The unions said they want Tier 1 rates and conditions to bring their members into line with industry standards and a ban on the outsourcing of jobs. Workers also want to be paid for delays in Broome or Perth during de-mobilisation from the offshore facility, a shorter waiting period for income protection, and a full pass-through of two 0.5 percent superannuation increases in the employer contribution, taking it to 13 percent.

Shell has declared that production will remain suspended until bans restricting the off-loading of cargo are lifted.

Health workers at Adelaide’s Lyell McEwin Hospital protested loss of free parking

On July 8, frontline health workers, including orderlies, security guards, catering attendants and sterilising technicians, walked off the job at South Australia’s Lyell McEwin Hospital in Adelaide to demand the return of free parking for essential health workers.

The scheme provided free parking and free public transport. It was put in place by the state Liberal government at the start of the COVID-19 pandemic but was cancelled in May by the newly elected Labor government along with the COVID 19 Emergency Management Declaration, even though the pandemic had not eased.

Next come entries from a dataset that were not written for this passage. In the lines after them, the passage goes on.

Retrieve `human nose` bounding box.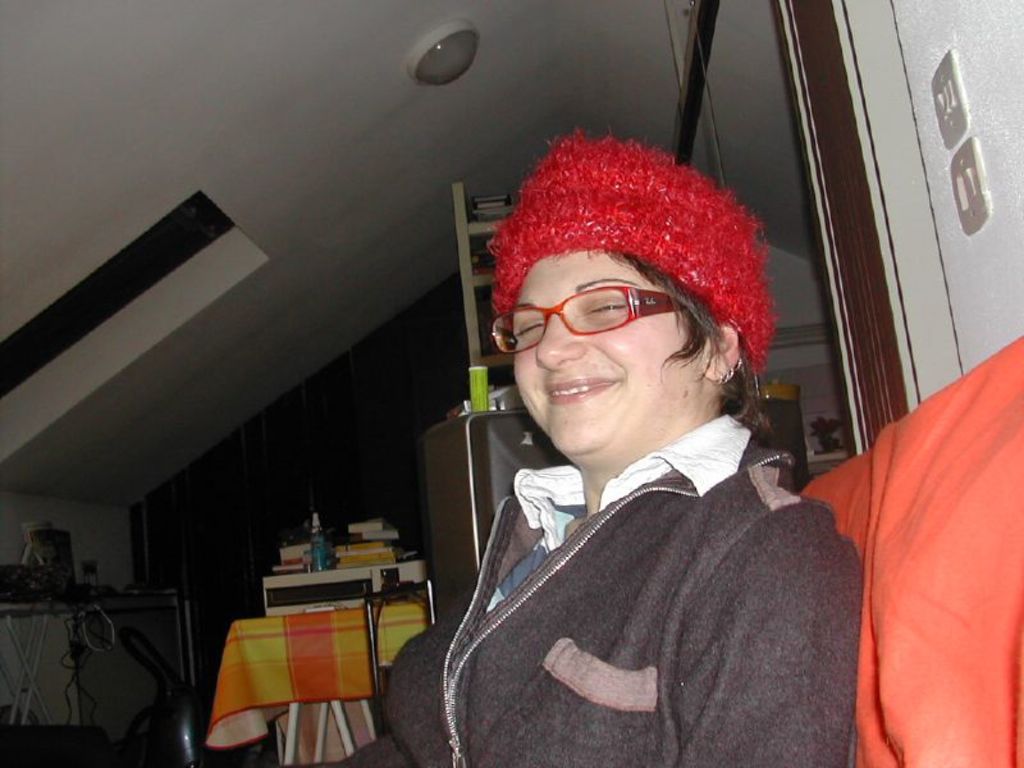
Bounding box: bbox=(538, 315, 588, 375).
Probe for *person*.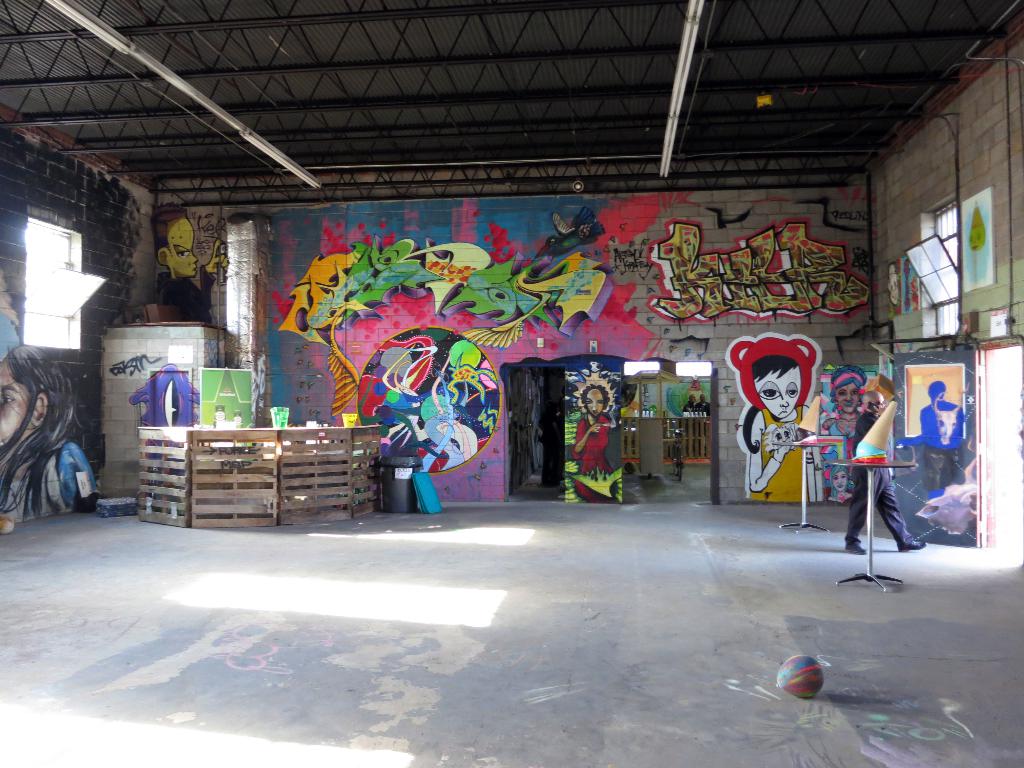
Probe result: rect(835, 379, 926, 557).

COVID 19 cases are predicted to soon reach 5,000 a day in South Australia, further overwhelming the hospital system and its exhausted nurses and doctors, some of whom have been working 18 hours a day. A United Workers Union representative said essential health workers are forced to work double shifts and overtime due to understaffing.

The union claimed that terminating the free-parking scheme will mean an added $1,200 in costs to the already ruthlessly exploited front line hospital workers, some earning just $27 an hour.